I’m deep into the Summer of Me and every day finds me working on my Happiness Project. This week I’ve researched setting boundaries.
Admittedly, I haven’t been very good at setting boundaries in the past.
How do I know this? Because of my feelings of resentment towards the person or object that intruded into my metaphorical personal space. Tuning into feelings is #2 on the list of the 10 Ways to Build and Preserve Better Boundaries as seen on PsychCentral.
Unfortunately, until recently, I wasn’t able to name my limits, which is #1 on the list. Through my recent soul-searching and self-discovery, I can now point to things that are clearly important to me and my well-being. In the past, all I knew was frustration…an unnamed, nagging frustration that showed itself as anger and pain.
I can point to things like my physical home space and recognize that, while the space doesn’t have to be large, it does have to contain a place for me to relax without work or chaos staring me in the face. I need a comfy chair by a window to read my books. I need a clear, clean view from my chair with no laundry baskets, cluttered computer desk, or a patched and unpainted wall. The rest of my home can be stripped down to the studs and it won’t bother me as long as I have that one area of oasis.
Growing up as the oldest of a large brood of children, I was taught to be a caretaker of others. I learned that my dreams were something to be put on hold until the time became available to tend to them. I carried that through to adulthood and marriage, putting both Husband #1’s career and Husband #2’s business before my own goals. I take full responsibility for this and realize to get what I want out of my life, I have to step forward and take action.

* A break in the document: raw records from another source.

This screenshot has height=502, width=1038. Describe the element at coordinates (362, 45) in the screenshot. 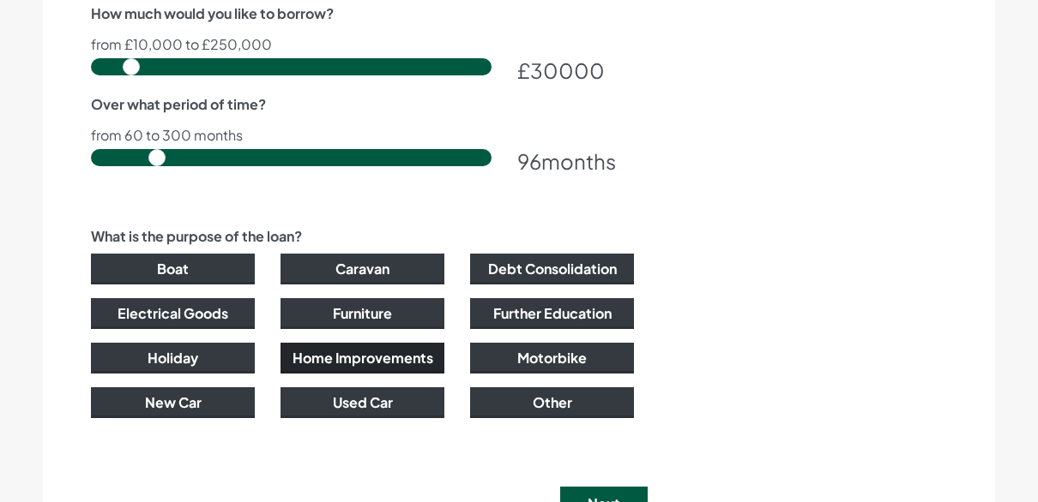

I see `p: from £10,000 to £250,000` at that location.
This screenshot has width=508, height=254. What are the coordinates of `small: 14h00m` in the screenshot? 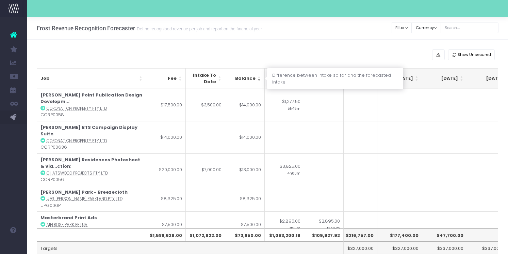 It's located at (293, 173).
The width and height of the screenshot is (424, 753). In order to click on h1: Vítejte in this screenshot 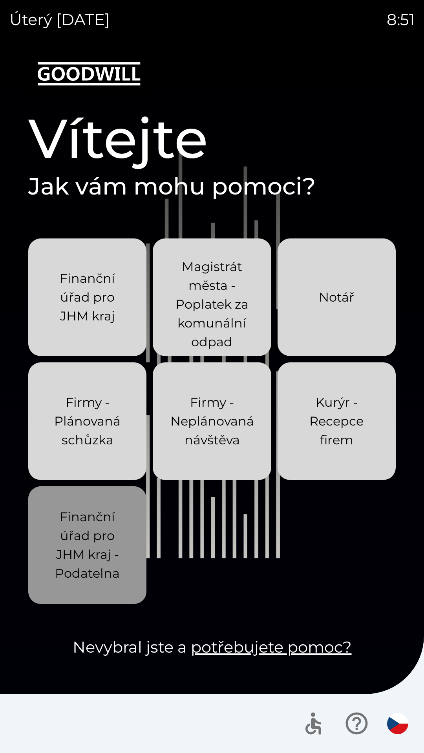, I will do `click(212, 138)`.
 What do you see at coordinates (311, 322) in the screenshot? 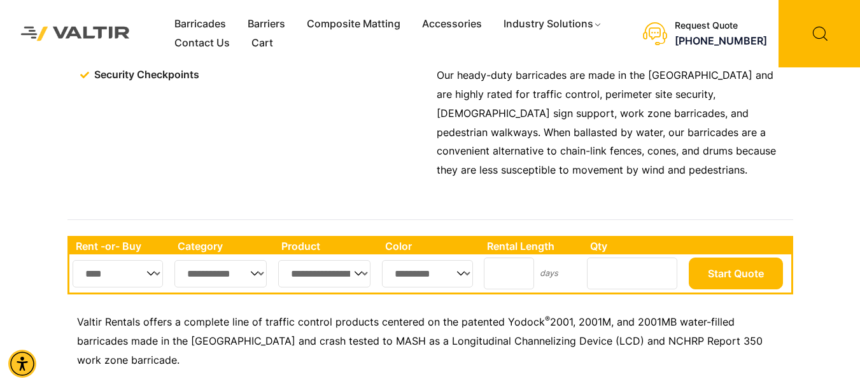
I see `span: Valtir Rentals offers a complete line of traffic control products centered on the patented Yodock` at bounding box center [311, 322].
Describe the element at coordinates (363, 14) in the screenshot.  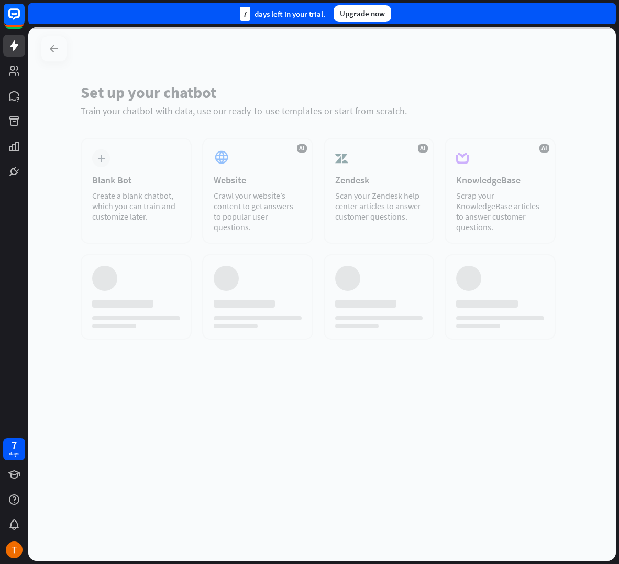
I see `div: Upgrade now` at that location.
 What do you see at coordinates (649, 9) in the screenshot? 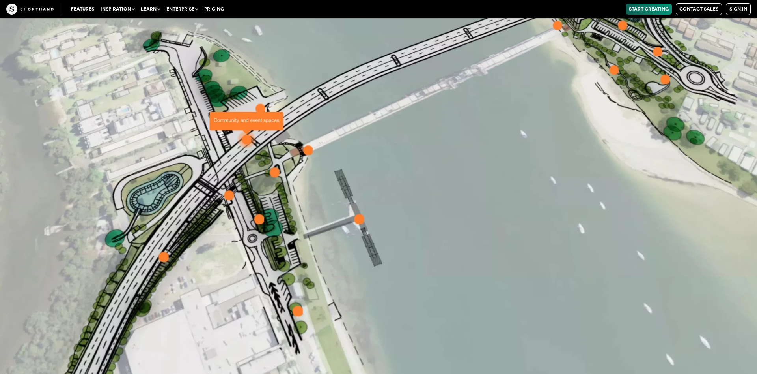
I see `a: Start Creating` at bounding box center [649, 9].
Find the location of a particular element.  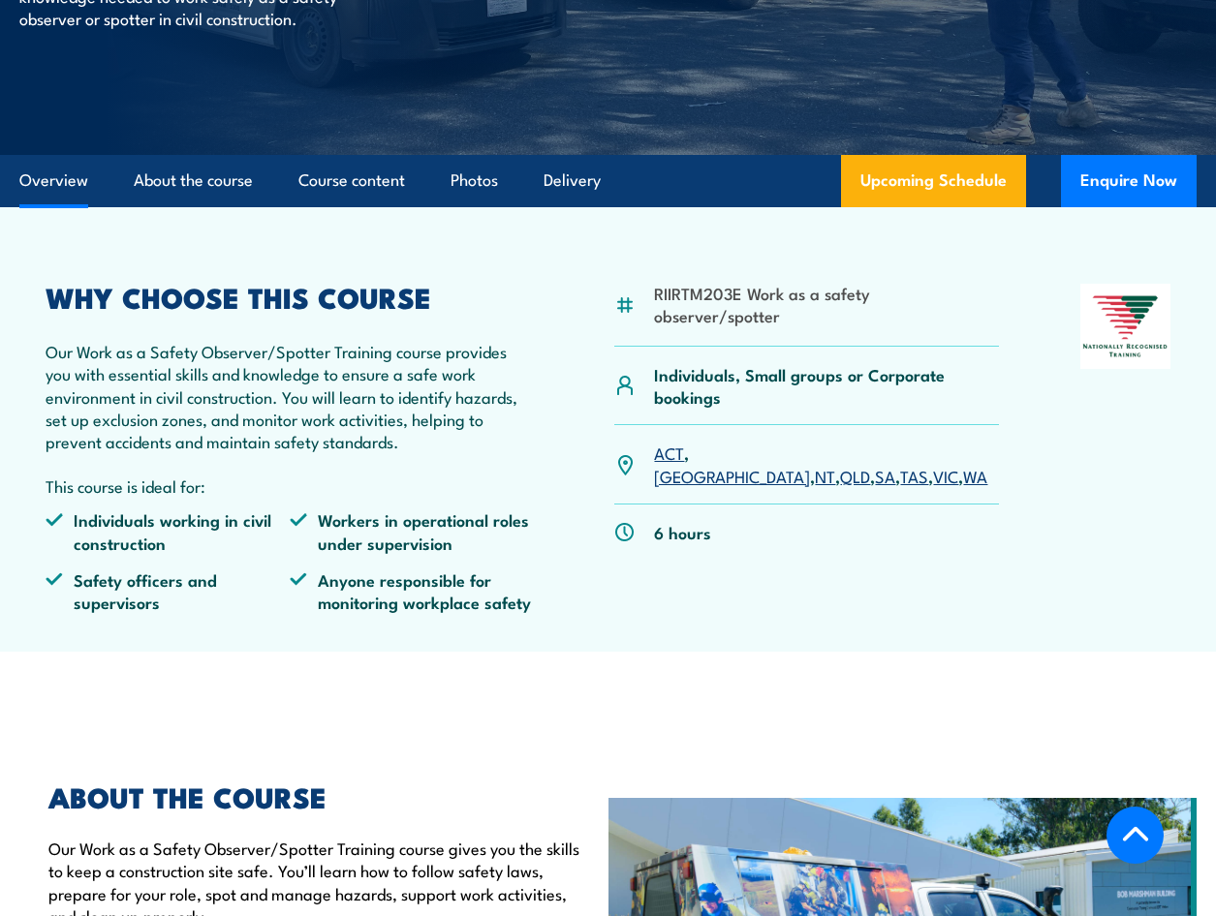

li: Safety officers and supervisors is located at coordinates (168, 591).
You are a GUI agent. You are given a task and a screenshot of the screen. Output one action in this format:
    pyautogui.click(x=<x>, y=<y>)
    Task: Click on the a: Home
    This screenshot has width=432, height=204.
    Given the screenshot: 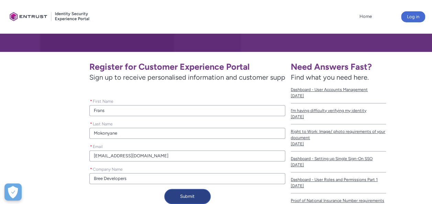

Sure, the people I’m in relationships with may balk at the idea of my wanting something from them, but if I’m helping them achieve their dreams, I expect the same in return. I’m not asking for too much. I’m asking for equal treatment.
One of the hardest things has been to seek support. It’s not in our nature, our culture or our popular media to ask for help. We’re rough and tumble, rugged Americans raised on a steady diet of pulling ourselves up by our own bootstraps and stoic individualism. To ask for help is to appear weak and vulnerable. But here I am, enrolled in a Divorce Support group, seeing an individual therapist, and reading books on how to be more vulnerable while fighting my tendency to be emotionally isolated the more I hurt.
So I’ve started small. With each small victory, I practice for the larger boundaries. And when Husband #2 emailed me earlier this week, I stood tall with my boundary of no contact even though I wanted very badly to email him back.